Emotional Anesthesia: Why We Get Worse Before We Get Better

Emotional Anesthesia:
Why We Get Worse Before We Get Better
Following a Death

‘This is so confusing’ you say, thinking about the loss of your beloved.  ‘Instead of getting better as time passes, I’m getting worse.  This is crazy!’

We’re confused by this unexpected change because logic dictates that emotional healing from a death should be linear, just like physical healing from a surgery is: initially painful but improving with each passing day until, finally, recovery. Instead the reverse is happening.  We ask ourselves why?   “Why am I losing ground, not gaining, in my recovery from this loss?”

Unlike surgery where an anesthesia is felt at its start and then wears off soon afterwards, emotional anesthesia begins after we experience a loss and continues to numb us for months afterwards, not hours.  As time passes, it finally begins to wear off.  But all we realize is we’re now functioning more poorly than we were months earlier, struggling far worse than before in managing our pain [For further understanding, see ‘Adult Counseling’ Loss from Death on website].

Many clients have wished that this emotional anesthesia last indefinitely. But alas it doesn’t and so we begin to feel the full range of emotions that we were protected from for months.  For some, prescription drugs become a solution.  One client told me the meds created a ‘good feeling’ – euphoric was how it was described to me – and was most disappointed when informed that ‘feeling good’ was not a natural or helpful response to losing the ‘glue in one’s life.’ And yet choosing sadness and longing over euphoria seems crazy to some, and I get that.

Nevertheless, choosing to feel all of the emotions our loss creates is the healthiest chose.  Why?  Because there is “a time to weep & a time to laugh, a time to mourn & a time to dance” [Ecc.3:1-4].  Grieving is a universal season that touches all of our lives. When we try to detour and avoid this fact, we lose out on the opportunity for a healthy recovery. The key word here is healthy. We can recover. Bur simply letting time pass does nothing to direct our recovery towards healthiness. We heal but we heal most imperfectly [See Oct., 2017 Blog: Prince Harry, son of deceased mom, Princess Diana].

Most of us find it really hard to voice our hurt, to let out our pain.  It feels like a loss of control that few chose, much less welcome.  But our emotions are not bio-degradable: they don’t just disappear with enough passage of time. Rather, they stay with us for as long as we choose to avoid and bury them.  Just listen to some of our beloved veterans of WWII who never spoke of the horrors of war, and now when re-visit these memories, speak of them with an emotion that is as if they had happened yesterday.  I’ve had clients do the very same thing.
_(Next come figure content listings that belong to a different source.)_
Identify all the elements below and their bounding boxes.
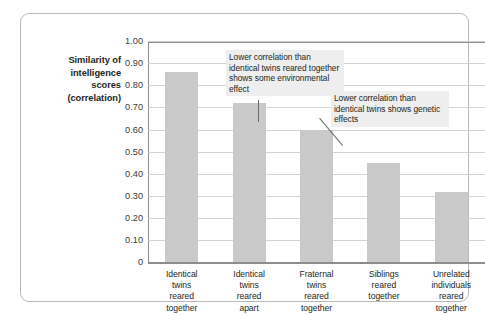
y-axis-title-line: Similarity of <box>43 54 121 67</box>
x-axis-category-label-line: twins <box>148 280 215 291</box>
x-axis-category-label-line: individuals <box>418 280 485 291</box>
x-axis-category-label-line: reared <box>283 291 350 302</box>
y-axis-tick-label: 0.60 <box>125 125 143 135</box>
y-axis-title-line: scores <box>43 79 121 92</box>
annotation-leader-line-1 <box>258 100 259 122</box>
y-axis-title-line: (correlation) <box>43 92 121 105</box>
figure: Similarity of intelligence scores (corre… <box>0 0 485 315</box>
chart-frame: Similarity of intelligence scores (corre… <box>20 13 469 302</box>
x-axis-category-label-line: Identical <box>215 269 282 280</box>
x-axis-category-label-line: together <box>283 303 350 314</box>
y-axis-tick-label: 0.90 <box>125 58 143 68</box>
x-axis-category-label: Unrelatedindividualsrearedtogether <box>418 269 485 314</box>
x-axis-category-label-line: Fraternal <box>283 269 350 280</box>
y-axis-tick-label: 0.70 <box>125 102 143 112</box>
x-axis-category-label: Fraternaltwinsrearedtogether <box>283 269 350 314</box>
x-axis-category-label-line: together <box>148 303 215 314</box>
x-axis-baseline <box>148 262 485 264</box>
y-axis-tick-label: 0.50 <box>125 147 143 157</box>
x-axis-category-label-line: twins <box>283 280 350 291</box>
x-axis-category-label: Identicaltwinsrearedtogether <box>148 269 215 314</box>
x-axis-category-label-line: Siblings <box>350 269 417 280</box>
x-axis-category-label-line: apart <box>215 303 282 314</box>
annotation-genetic-effects: Lower correlation than identical twins s… <box>331 91 449 127</box>
bar <box>367 163 400 263</box>
x-axis-category-label-line: reared <box>215 291 282 302</box>
bar <box>165 72 198 262</box>
x-axis-category-label-line: reared <box>148 291 215 302</box>
x-axis-category-label: Identicaltwinsrearedapart <box>215 269 282 314</box>
y-axis-tick-label: 1.00 <box>125 36 143 46</box>
x-axis-category-label-line: twins <box>215 280 282 291</box>
y-axis-tick-label: 0 <box>138 257 143 267</box>
x-axis-category-label-line: Unrelated <box>418 269 485 280</box>
y-axis-tick-label: 0.20 <box>125 213 143 223</box>
x-axis-category-label-line: together <box>350 291 417 302</box>
y-axis-title: Similarity of intelligence scores (corre… <box>43 54 121 104</box>
gridline <box>148 41 485 42</box>
y-axis-tick-label: 0.10 <box>125 235 143 245</box>
y-axis-title-line: intelligence <box>43 67 121 80</box>
x-axis-category-label-line: together <box>418 303 485 314</box>
annotation-environmental-effect: Lower correlation than identical twins r… <box>226 50 344 96</box>
bar <box>233 103 266 262</box>
x-axis-category-label-line: Identical <box>148 269 215 280</box>
bar <box>435 192 468 263</box>
bar <box>300 130 333 263</box>
y-axis-tick-label: 0.40 <box>125 169 143 179</box>
y-axis-tick-label: 0.30 <box>125 191 143 201</box>
x-axis-category-label-line: reared <box>350 280 417 291</box>
y-axis-tick-label: 0.80 <box>125 80 143 90</box>
x-axis-category-label-line: reared <box>418 291 485 302</box>
x-axis-category-label: Siblingsrearedtogether <box>350 269 417 303</box>
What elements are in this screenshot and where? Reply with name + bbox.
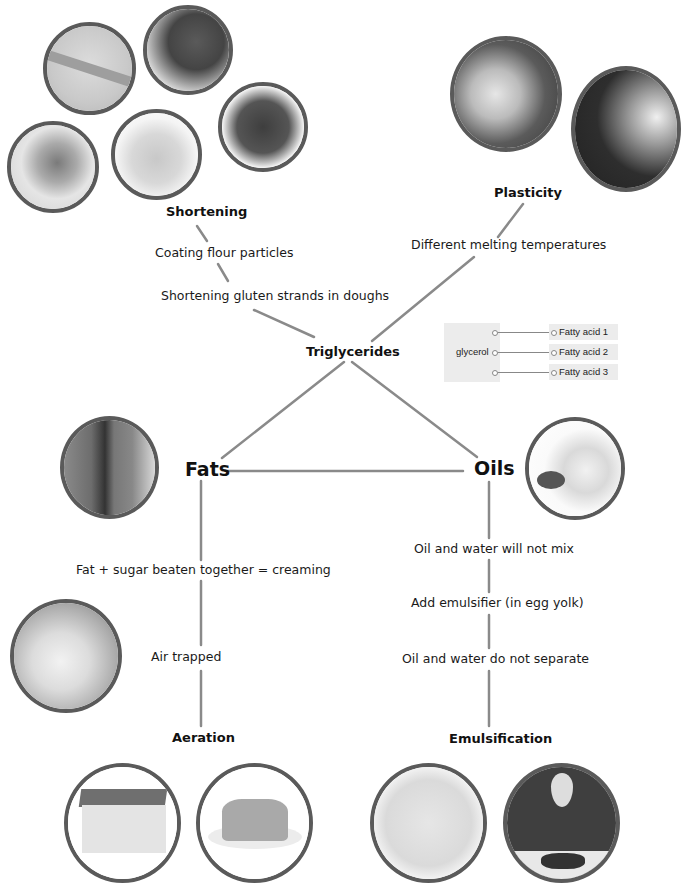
glycerol-bond-dot	[492, 330, 498, 336]
creaming-bowl-photo	[10, 599, 122, 713]
fatty-acid-bond-dot	[551, 350, 557, 356]
fatty-acid-1: Fatty acid 1	[549, 324, 618, 340]
oil-jug-photo	[525, 417, 625, 520]
fatty-acid-3: Fatty acid 3	[549, 364, 618, 380]
piping-cupcakes-photo	[571, 66, 681, 192]
fruit-bread-photo	[143, 5, 233, 95]
node-shortening: Shortening	[166, 204, 247, 219]
fatty-acid-bond-dot	[551, 330, 557, 336]
fat-block-photo	[60, 416, 159, 519]
node-oils: Oils	[474, 457, 515, 479]
label-add-emulsifier: Add emulsifier (in egg yolk)	[411, 595, 584, 610]
label-melting-temps: Different melting temperatures	[411, 237, 606, 252]
node-aeration: Aeration	[172, 730, 235, 745]
fatty-acid-bond-dot	[551, 370, 557, 376]
buttered-bread-photo	[450, 36, 562, 152]
label-not-separate: Oil and water do not separate	[402, 651, 589, 666]
fatty-acid-2: Fatty acid 2	[549, 344, 618, 360]
node-emulsification: Emulsification	[449, 731, 552, 746]
crumble-pot-photo	[7, 121, 99, 213]
glycerol-bond-dot	[492, 350, 498, 356]
glycerol-label: glycerol	[456, 346, 489, 357]
sponge-cake-photo	[64, 763, 181, 883]
pastry-dough-photo	[43, 22, 136, 115]
glycerol-bond-dot	[492, 370, 498, 376]
label-air-trapped: Air trapped	[151, 649, 221, 664]
label-coating-flour: Coating flour particles	[155, 245, 293, 260]
label-creaming: Fat + sugar beaten together = creaming	[76, 562, 331, 577]
shortbread-fingers-photo	[111, 109, 202, 200]
label-not-mix: Oil and water will not mix	[414, 541, 574, 556]
node-plasticity: Plasticity	[494, 185, 562, 200]
label-shortening-gluten: Shortening gluten strands in doughs	[161, 288, 389, 303]
pouring-cream-photo	[503, 763, 620, 883]
node-triglycerides: Triglycerides	[306, 344, 400, 359]
mayonnaise-bowl-photo	[370, 763, 487, 883]
node-fats: Fats	[185, 458, 230, 480]
chocolate-chip-cookies-photo	[218, 82, 308, 172]
sponge-pudding-photo	[196, 763, 313, 883]
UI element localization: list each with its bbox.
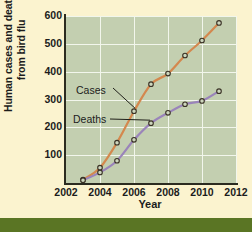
- x-axis-title: Year: [62, 198, 238, 210]
- data-point-marker: [115, 140, 120, 145]
- annotation-cases-label: Cases: [76, 84, 106, 96]
- data-point-marker: [98, 165, 103, 170]
- series-layer: [0, 0, 252, 218]
- data-point-marker: [183, 102, 188, 107]
- leader-line-cases: [113, 88, 135, 108]
- data-point-marker: [81, 178, 86, 183]
- data-point-marker: [217, 21, 222, 26]
- bottom-color-bar: [0, 218, 252, 232]
- plot-wrapper: Human cases and deaths from bird flu 100…: [0, 0, 252, 218]
- data-point-marker: [183, 53, 188, 58]
- data-point-marker: [132, 109, 137, 114]
- leader-line-deaths: [110, 119, 150, 120]
- data-point-marker: [98, 170, 103, 175]
- data-point-marker: [200, 38, 205, 43]
- annotation-deaths-label: Deaths: [73, 113, 106, 125]
- series-line-deaths: [83, 91, 219, 180]
- data-point-marker: [132, 138, 137, 143]
- bird-flu-chart-figure: Human cases and deaths from bird flu 100…: [0, 0, 252, 232]
- data-point-marker: [166, 111, 171, 116]
- data-point-marker: [217, 89, 222, 94]
- data-point-marker: [149, 82, 154, 87]
- data-point-marker: [166, 71, 171, 76]
- data-point-marker: [200, 99, 205, 104]
- data-point-marker: [149, 121, 154, 126]
- data-point-marker: [115, 158, 120, 163]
Just as we can only physically heal when our body is rid of any infection, so too can we only heal emotionally by cleansing ourselves of the pain – the infection in this analogy – through re-visiting each of the pain-filled imprints of our loss and talking A LOT about IT.  Then, letting the tears roll down our faces, unrestricted and unrestrained.

And you don’t have to cry in front of other people!  So take a deep breath and surrender instead of silently suffering inwardly.